In the method adopted by Viscount Simon in the case of Nance also, first the annual dependency is worked out and then multiplied by the estimated useful life of the deceased. This is generally determined on the basis of longevity. But then, proper discounting on various factors having a bearing on the uncertainties of life, such as, premature death of the deceased or the dependent, remarriage, accelerated payment and in increased earning by wise and prudent investments, etc., would become necessary. It was generally felt that discounting on various imponderables made assessment of compensation rather complicated and cumbersome and very often as a rough and ready measure, one-third to one-half of the dependency was reduced, depending on the life-span taken. That is the reason why courts in India as well as England preferred the Davies' formula as being simple and more realistic. However, as observed earlier and as pointed out in Susamma Thomas' case, usually English courts rarely exceed 16 as the multiplier. Courts in India too followed the same pattern till recently when Tribunal/Courts began to use a hybrid method of using Nance's method without making deduction for imponderables.

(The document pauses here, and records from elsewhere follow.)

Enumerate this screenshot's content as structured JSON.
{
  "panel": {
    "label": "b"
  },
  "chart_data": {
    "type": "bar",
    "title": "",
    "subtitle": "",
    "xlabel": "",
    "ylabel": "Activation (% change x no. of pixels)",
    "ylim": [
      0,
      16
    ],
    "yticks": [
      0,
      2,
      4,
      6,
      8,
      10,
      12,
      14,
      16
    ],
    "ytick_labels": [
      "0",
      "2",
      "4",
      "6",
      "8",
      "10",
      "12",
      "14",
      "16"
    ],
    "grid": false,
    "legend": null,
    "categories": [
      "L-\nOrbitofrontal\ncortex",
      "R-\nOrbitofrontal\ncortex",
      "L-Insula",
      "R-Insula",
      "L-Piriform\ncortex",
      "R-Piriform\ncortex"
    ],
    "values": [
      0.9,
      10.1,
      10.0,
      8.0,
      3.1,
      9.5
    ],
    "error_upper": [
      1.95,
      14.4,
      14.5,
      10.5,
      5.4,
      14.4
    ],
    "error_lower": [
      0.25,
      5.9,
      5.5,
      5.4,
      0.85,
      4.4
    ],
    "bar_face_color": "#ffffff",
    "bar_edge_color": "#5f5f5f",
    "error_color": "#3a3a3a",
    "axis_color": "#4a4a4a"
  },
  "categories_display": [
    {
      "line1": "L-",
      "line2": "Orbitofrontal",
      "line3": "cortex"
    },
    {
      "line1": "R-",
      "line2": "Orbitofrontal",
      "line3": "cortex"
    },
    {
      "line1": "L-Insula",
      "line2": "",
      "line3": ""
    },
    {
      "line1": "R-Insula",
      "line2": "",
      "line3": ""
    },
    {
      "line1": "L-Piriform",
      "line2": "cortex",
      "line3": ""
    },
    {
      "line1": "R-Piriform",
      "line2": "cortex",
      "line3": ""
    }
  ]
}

The situation has now undergone a change with the enactment of the Motor Vehicles Act, 1988, as amended by Amendment Act, 54 of 1994. The most important change introduced by the amendment insofar as it relates to determination of compensation is the insertion of Section 163A and 163B in Chapter XI entitled 'Insurance of Motor Vehicles against Third Party Risks'. Section 165A begins with a non-obstante clause and provides for payment of compensation, as indicated in the Second Schedule, to the legal representatives of the deceased or injured, as the case may be. Now if we turn to the Second Schedule, we find a table fixing the mode of calculating of compensation for third party accident injury claims arising out of fatal accidents. The first column gives the age group of the victims of accident, the second column indicates the multiplier and the subsequent horizontal figures indicate the quantum of compensation in thousand payable to the heirs of the deceased victim. According to this table the multiplier varies from 5 to 18 depending on the age group to which the victim belonged. Thus, under this schedule the maximum multiplier can be upto 18 and not 16 as was held in Susamma Thomas' case.
We must at once point out that the calculation of compensation and the amount worked out in the schedule suffer from several defects. For example, in item No.1 for a victim aged 15 years, the multiplier is shown to be 15 years' and the multiplicand is shown to be Rs.3000/-. The total should be 3000 X 15 = 45,000 but the same is worked out at Rs.60,000/-. Similarly, in the second item the multiplier is 16 and the annual income is Rs. 9000; the total should have been Rs.1,44,000 but is shown to be Rs.1,71,000/-. To put it briefly, the table abounds in such mistakes. Neither the Tribunals nor the courts can go by the ready reckoner. It can only be used as a guide. Besides, the selection of multiplier cannot in all cases be solely dependent on the age of the deceased. For example, if the deceased, a bachelor, dies at the age of 45 and his dependents are his parents, age of the parents would also be relevant in the choice of the multiplier. But these mistakes are limited to actual calculations only and not in respect of other items. What were propose to emphasis is that the multiplier cannot exceed 18 years' purchase factor. This is the improvement over the earlier position that ordinarily it should not exceed 16. We thought it necessary to state that correct legal position as Courts and Tribunals are using higher multiplier as in the present case where the Tribunal used the multiplier of 24 which the High Court raised to 34, thereby showing lack of awareness of the background of the multiplier system in Davies' case.
We had indicated we would not interfere with the amount awarded, since in our view, while the multiplier used is excessive, we are satisfied that a very low multiplicand was used as the loss of dependency. If we were to correct the multiplicand and use the correct multiplier, the compensation would work out to near about the same figure. Therefore, while agreeing with the learned Advocate for the appellant, we are disinclined to interfere with the figure of compensation. We, therefore, hold that the Tribunal/Court fell into an error in the choice of the multiplier and allow the appeal to that extent but we do not, in the circumstances of the case, interfere with the quantum of compensation. Nor order as to costs.
The copy of this judgment may be sent to all the High Court with a direction to circulate it to the Courts/Tribunal dealing with the Motor Accident compensation cases.